Hitler

  • A Biography
  • By: Ian Kershaw
  • Narrated by: Damian Lynch
  • Length: 44 hrs and 7 mins
  • Categories: Biographies & Memoirs, Historical

Publisher's Summary

Hailed as the most compelling biography of the German dictator yet written, Ian Kershaw's Hitler brings us closer than ever before to the heart of its subject's immense darkness.

From his illegitimate birth in a small Austrian village to his fiery death in a bunker under the Reich chancellery in Berlin, Adolf Hitler left a murky trail, strewn with contradictory tales and overgrown with self-created myths. One truth prevails: the sheer scale of the evils that he unleashed on the world has made him a demonic figure without equal in the 20th century.

Ian Kershaw's Hitler brings us closer than ever before to the character of the bizarre misfit in his 30-year ascent from a Viennese shelter for the indigent to uncontested rule over the German nation that had tried and rejected democracy in the crippling aftermath of World War I. With extraordinary vividness, Kershaw recreates the settings that made Hitler's rise possible: the virulent anti-Semitism of prewar Vienna, the crucible of a war with immense casualties, the toxic nationalism that gripped Bavaria in the 1920s, the undermining of the Weimar Republic by extremists of the Right and the Left and the hysteria that accompanied Hitler's seizure of power in 1933 and then mounted in brutal attacks by his storm troopers on Jews and others condemned as enemies of the Aryan race.

In an account drawing on many previously untapped sources, Hitler metamorphoses from an obscure fantasist, a "drummer" sounding an insistent beat of hatred in Munich beer halls, to the instigator of an infamous failed putsch and, ultimately, to the leadership of a ragtag alliance of right-wing parties fused into a movement that enthralled the German people.

©1998 Ian Kershaw (P)2015 Audible, Ltd

Customer Reviews

1-5 of 2 reviews

  • Jill Brown

    Splendid, sobering, scholarly account

    This is an abridged version of Ian Kershaw’s scholarly biographies of Hitler and so contains faultless research and analysis. It is complete and comprehensive in its telling of Hitler’s upbringing and youth, his experiences in the First World War and his astonishing rise to power. Kershaw’s writing is disciplined and contained, but the shock of what he reveals is horrifying. Compelling, disturbing and revealing. It will change your world view.

    7 people found this helpful

    November 24, 2016
  • Tom

    How To Conquer Europe and Alienate People

    Would you consider the audio edition of Hitler to be better than the print version?

    A printed version of book such as this would undoubtedly be accompanied by photos, maps etc that provide a visual element to the story. Having said that, it’s easy enough to Google such an image if desire as it’s not like his story is small.

    What was one of the most memorable moments of Hitler?

    Certainly the end. It was well written and well read. It was also very enthralling listening to plans and thoughts being fleshed out with the beauty of hindsight on my side.

    Have you listened to any of Damian Lynch’s other performances? How does this one compare?

    I don’t think I have.

    If you made a film of this book, what would be the tag line be?

    Hitler: Putting the Man in Maniac.

    Any additional comments?

    Overall, this was quite an enthralling book. The level of detail is extraordinary however could possibly be culled a fraction (a scary thought when the author admit he already culled 100000 words before publication). I also found I got lost as to when in time we were during the early years. But I’ve come out the other side with what I feel is a pretty intimate idea of who the man was and how on earth he convince a country to go to war.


> _THE PROBLEM_
In the records below, find each line that holds "labels" and return it.
***** DATA UNDER STUDY *****
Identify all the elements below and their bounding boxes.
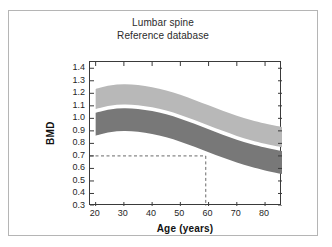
chart-title: Lumbar spine Reference database <box>9 17 317 42</box>
y-tick-label: 0.7 <box>72 150 85 160</box>
x-tick-label: 50 <box>174 208 184 218</box>
y-axis-tick-labels: 0.30.40.50.60.70.80.91.01.11.21.31.4 <box>65 61 85 205</box>
y-tick-label: 1.4 <box>72 62 85 72</box>
x-tick-label: 70 <box>231 208 241 218</box>
x-axis-title: Age (years) <box>89 223 281 234</box>
x-tick-label: 20 <box>90 208 100 218</box>
y-tick-label: 1.3 <box>72 75 85 85</box>
y-tick-label: 1.1 <box>72 100 85 110</box>
y-tick-label: 0.8 <box>72 137 85 147</box>
y-tick-label: 0.9 <box>72 125 85 135</box>
plot-area <box>89 61 281 205</box>
y-tick-label: 0.6 <box>72 162 85 172</box>
plot-canvas <box>90 62 282 206</box>
x-tick-label: 60 <box>203 208 213 218</box>
x-tick-label: 30 <box>118 208 128 218</box>
y-tick-label: 0.4 <box>72 187 85 197</box>
chart-title-line-1: Lumbar spine <box>9 17 317 30</box>
dark-band-area <box>96 108 282 174</box>
y-axis-title: BMD <box>45 61 59 205</box>
x-axis-tick-labels: 20304050607080 <box>89 208 281 220</box>
chart-title-line-2: Reference database <box>9 30 317 43</box>
x-tick-label: 40 <box>146 208 156 218</box>
figure-frame: Lumbar spine Reference database BMD 0.30… <box>8 10 318 236</box>
y-tick-label: 0.5 <box>72 175 85 185</box>
y-tick-label: 1.2 <box>72 87 85 97</box>
y-tick-label: 0.3 <box>72 200 85 210</box>
y-tick-label: 1.0 <box>72 112 85 122</box>
x-tick-label: 80 <box>259 208 269 218</box>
*****
> _OUTPUT OF THE TASK_
y-axis-tick-labels: 0.30.40.50.60.70.80.91.01.11.21.31.4 <box>65 61 85 205</box>
x-axis-tick-labels: 20304050607080 <box>89 208 281 220</box>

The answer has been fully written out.